Roaring, I slammed a fist into the wall, then raked my claws over the metal with a screech. This wasn’t right. I should be with Dani right now; I should have protected her from being caught in the first place. I was proving a failure to the one I loved, all over again.
“A failure?” a voice whispered. “No, you’re not a failure, Jaxin.” I twisted around and faced whoever had spoken, shocked to discover that my empty cell was not so empty after all. A silver woman sat in the corner, her legs sprawled carelessly and silver hair draped around her nude form to obscure her chest and bare hip.
“You’re not real,” I said to her, the strange features of her metal face alien to me, but somehow familiar, though I was certain I’d never seen someone quite like her. She smiled, a beatific kind of smile that made my stomach clench. Familiar, but how? Who?
“Of course I’m not real, silly,” she said with a laugh. “You’re dreaming.” I blinked at her, confused. Dreaming? No, I was awake, I was pacing this damn cell like a caged beast, and Dani was in danger and needed me. My chest ached from pulling on the bars of the cell.
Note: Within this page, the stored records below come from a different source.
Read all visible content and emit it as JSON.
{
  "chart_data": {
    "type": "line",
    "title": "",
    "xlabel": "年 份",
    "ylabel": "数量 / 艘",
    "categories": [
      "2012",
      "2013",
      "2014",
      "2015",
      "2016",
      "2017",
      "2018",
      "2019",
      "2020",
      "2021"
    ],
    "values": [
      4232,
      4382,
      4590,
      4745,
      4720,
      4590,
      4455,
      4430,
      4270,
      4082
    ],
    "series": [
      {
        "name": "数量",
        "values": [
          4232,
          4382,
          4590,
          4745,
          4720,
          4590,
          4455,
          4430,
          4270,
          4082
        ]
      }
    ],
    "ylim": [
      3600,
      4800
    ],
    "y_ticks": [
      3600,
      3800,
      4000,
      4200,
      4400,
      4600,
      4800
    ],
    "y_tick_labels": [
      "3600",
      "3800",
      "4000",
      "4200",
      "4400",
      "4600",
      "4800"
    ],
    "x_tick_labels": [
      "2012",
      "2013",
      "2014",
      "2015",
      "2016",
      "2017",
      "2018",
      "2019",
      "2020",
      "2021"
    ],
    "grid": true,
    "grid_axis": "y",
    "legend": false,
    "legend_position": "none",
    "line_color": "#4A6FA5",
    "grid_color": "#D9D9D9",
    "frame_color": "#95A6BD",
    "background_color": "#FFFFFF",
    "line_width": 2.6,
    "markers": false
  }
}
That was real, wasn’t it?
“Who are you?” I asked, eyes flicking to the door and the dark hallway beyond. There was nobody guarding this cell, but that didn’t help me get out if I had no key to unlock this bloody door. The silver woman rose silentlyto her feet, her hair whispering against her metal skin as she came to stand next to me and tested the bars with her segmented fingers. As if she were a robot—a very advanced one—she didn’t move quite right.
“I’m Bex, Jaxin. Or, if you will, the figment in your brain you created as a small boy to protect you after your sister died. Bex, your cannon; Bex, your friend; Bex, a part of you.” I stared, because she made that sound like I was crazy. “And I’m here to remind you that youwerea boy when Bexlin died, and you would have drowned if you had tried to save her. I’m here to tell you that you’re not a boy now.”
I jerked upright with a gasp and discovered I was lying on a cold metal floor in an even colder cell. My heart pounded in my chest beneath my metal sternum, and my thoughts raced wildly. A dream. It really had been a dream. The words Bex had whispered in my mind echoed through my waking thoughts now:You’re not a boy now.I could still do something to save Dani, even if I could never change what had happened to my sister or save her. I was not going to lose anyone this time.
When a set of guards came not much later to retrieve me from my cell, I discovered I had a much cooler head than I expected. The temptation was great to break their necks, to bite them with my sharp teeth. You could never truly disarm a Rummicaron, after all. I did not act on that impulse, but let them guide me from the cell without comment. Not only could they not take away the risk of my bite without muzzling me, they’d also failed to strip me of my armor. I was the Varakartoom’s weapons master for a reason, I had more weapons on me than anybody ever expected, includingseveral small knives and a garrote they hadn’t located, hidden in my armor.